Columbia journalism dean analyzes U.S. involvement in Afghanistan
November 5, 2021
Two-time Pulitzer Prize-winning author and dean of the Graduate School of Journalism at Columbia University, Steve Coll, critiqued the 20-year U.S. involvement in, and the withdrawal, from Afghanistan, Monday night in Miami University’s Taylor Auditorium.
Coll was a guest lecturer for Miami’s Grayson Kirk Distinguished Lecture Series sponsored by the university’s international studies program and the Department of Global and Intercultural Studies.
In 2004, Coll authored the book, “Ghost Wars: The Secret history of the CIA, Afghanistan and Bin Laden, from the Soviet invasion to September 10, 2001.” It won the 2005 Pulitzer Prize for general non-fiction. He followed that in 2008 with “The Bin Ladens: An Arabian Family in the American Century.”
In Monday’s lecture, Coll contextualized the Afghanistan War around four, “often confused” narratives: war aims, war tactics, peace talks and the withdrawal. Coll described the reasons that the U.S. invaded Afghanistan in 2001. After the Sept. 11 attacks in 2001, the U.S wanted to acquire Osama bin Laden, the leader of al-Qaeda and the orchestrator of the attacks. Bin Laden, a Saudi, had established his base in Afghanistan.
The U.S. initially did not want to engage with the Taliban, the ruling power in Afghanistan at the time, which was harboring bin Laden. However, the Taliban did not want to engage with al-Qaeda and refused to hand over Bin Laden to the U.S., prompting the U.S. to invade Afghanistan.
Coll emphasized that Afghanistan was a flourishing, multicultural society that existed before the war. The idea that “there was no Afghanistan” until the U.S. came in 2001 and rescued it, is a misconception. The conflict in Afghanistan wasn’t started by Afghans, it was started by outside invasions and exacerbated by outside interference, he said.
Coll also noted that while the Taliban and al-Qaeda were not exclusively in Afghanistan. The Taliban headquarters, at the time, was in Pakistan. Al-Qaeda was based in Afghanistan but had people in Pakistan as well. The U.S. did not invade Pakistan because of Pakistan’s nuclear weapons program, Coll said.

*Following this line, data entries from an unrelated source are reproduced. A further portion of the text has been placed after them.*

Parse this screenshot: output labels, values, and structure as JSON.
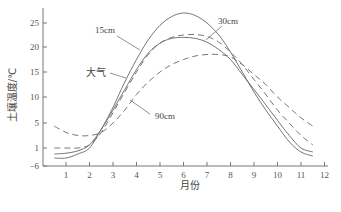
{
  "chart_data": {
    "type": "line",
    "title": "",
    "xlabel": "月份",
    "ylabel": "土壤温度/℃",
    "x": [
      0.5,
      1,
      1.5,
      2,
      2.5,
      3,
      3.5,
      4,
      4.5,
      5,
      5.5,
      6,
      6.5,
      7,
      7.5,
      8,
      8.5,
      9,
      9.5,
      10,
      10.5,
      11,
      11.5
    ],
    "xticks": [
      "1",
      "2",
      "3",
      "4",
      "5",
      "6",
      "7",
      "8",
      "9",
      "10",
      "11",
      "12"
    ],
    "yticks": [
      "-6",
      "1",
      "5",
      "10",
      "15",
      "20",
      "25"
    ],
    "ylim": [
      -6,
      28
    ],
    "grid": false,
    "legend_position": "inline annotations",
    "series": [
      {
        "name": "15cm",
        "style": "solid",
        "values": [
          -1.5,
          -1.5,
          -0.5,
          1,
          4,
          8,
          13,
          17.5,
          21.5,
          24.5,
          26.3,
          27,
          26.5,
          25,
          22.5,
          19,
          15,
          11,
          7.5,
          4.5,
          2,
          0,
          -1
        ]
      },
      {
        "name": "30cm",
        "style": "dashed",
        "values": [
          1,
          1,
          1,
          1.5,
          3.5,
          7,
          11,
          15,
          18.5,
          20.8,
          22,
          22.5,
          22.6,
          22.2,
          21,
          19,
          16.5,
          13.5,
          10.5,
          7.5,
          5,
          3,
          1.5
        ]
      },
      {
        "name": "大气",
        "style": "solid",
        "values": [
          -0.5,
          -0.3,
          0.3,
          1.5,
          4,
          7.5,
          11.5,
          15.5,
          18.8,
          20.8,
          21.8,
          22,
          21.8,
          21,
          19.5,
          17.5,
          14.5,
          11.5,
          8.5,
          5.5,
          3,
          1,
          0
        ]
      },
      {
        "name": "90cm",
        "style": "dashed",
        "values": [
          4.5,
          3.5,
          3,
          3,
          3.5,
          5,
          7.5,
          10.5,
          13,
          15,
          16.5,
          17.5,
          18.2,
          18.5,
          18.5,
          18,
          16.5,
          14.5,
          12.5,
          10,
          8,
          6,
          4.5
        ]
      }
    ],
    "annotations": [
      {
        "text": "15cm"
      },
      {
        "text": "30cm"
      },
      {
        "text": "大气"
      },
      {
        "text": "90cm"
      }
    ]
  },
  "labels": {
    "ylabel": "土壤温度/℃",
    "xlabel": "月份",
    "anno_15": "15cm",
    "anno_30": "30cm",
    "anno_air": "大气",
    "anno_90": "90cm"
  }
}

No one really won the war, said Coll. He characterized the 20-year war – the longest in U.S. history — as asymmetric. An asymmetric war is when different sides of a conflict fight with significantly different methods of warfare and have different goals for the outcome. Although the U.S. pushed the Taliban out of power, America never had any significant territorial control over Afghanistan during its time there. Despite not losing, the U.S. suffered heavy losses in other ways, Coll said. He cited the incredibly high cost and casualties, both Afghan soldiers and U.S. soldiers, as examples. In the end, war was a drawn-out stalemate, he said.
Coll criticized the process of negotiating peace and the U.S. exit. He said that the Taliban out-negotiated the U.S. Typically, peace talks aim for political stability, reduction of violence and a sustainable pathway to peace, he said. The peace talks that occurred in 2018 under the Trump Administration were primarily about pulling U.S. troops out of Afghanistan with no retaliation from the Taliban on their way out. The agreement prioritized U.S. military personnel and Americans in Afghanistan and did not prioritize the stability of Afghanistan and its people, he said.
“It was very cynical, frankly,” said Coll. “A very cynical approach to the withdrawal out of Afghanistan and using the talks as a cover.”
The failures of the pullout began with the peace talks, he said. The execution of the pullout was messy. Airpower utilized by the U.S. forces was the primary obstacle keeping the Taliban out of power. When U.S. airpower wound down around the capital, Kabul, it caused a significant decrease in defense of the city and allowed them to take control of Kabul before the evacuation was completed.
“They stayed in the fight despite staggering loss,” said Coll with regard to Afghan soldiers who fought alongside the U.S. “Afghans fought and died for their country before this summer.”
However, by that time, the people of Afghanistan already recalculated their options without U.S. support and decided that preemptive surrender to the Taliban was the safer option, he said. Despite the widespread surrender to the Taliban, he cautioned against the belief that the Afghan people just gave up and said that we shouldn’t blame them for U.S. shortcomings. He suggests that the U.S think about its own contributions to the conflict.
“It’s easy politics to say we should never have gone,” said Coll. “But to suggest that therefore (we) shouldn’t be animated by a sense of concern and recognition of our self interest in the suffering of others outside of the United States is the wrong thing to take away.”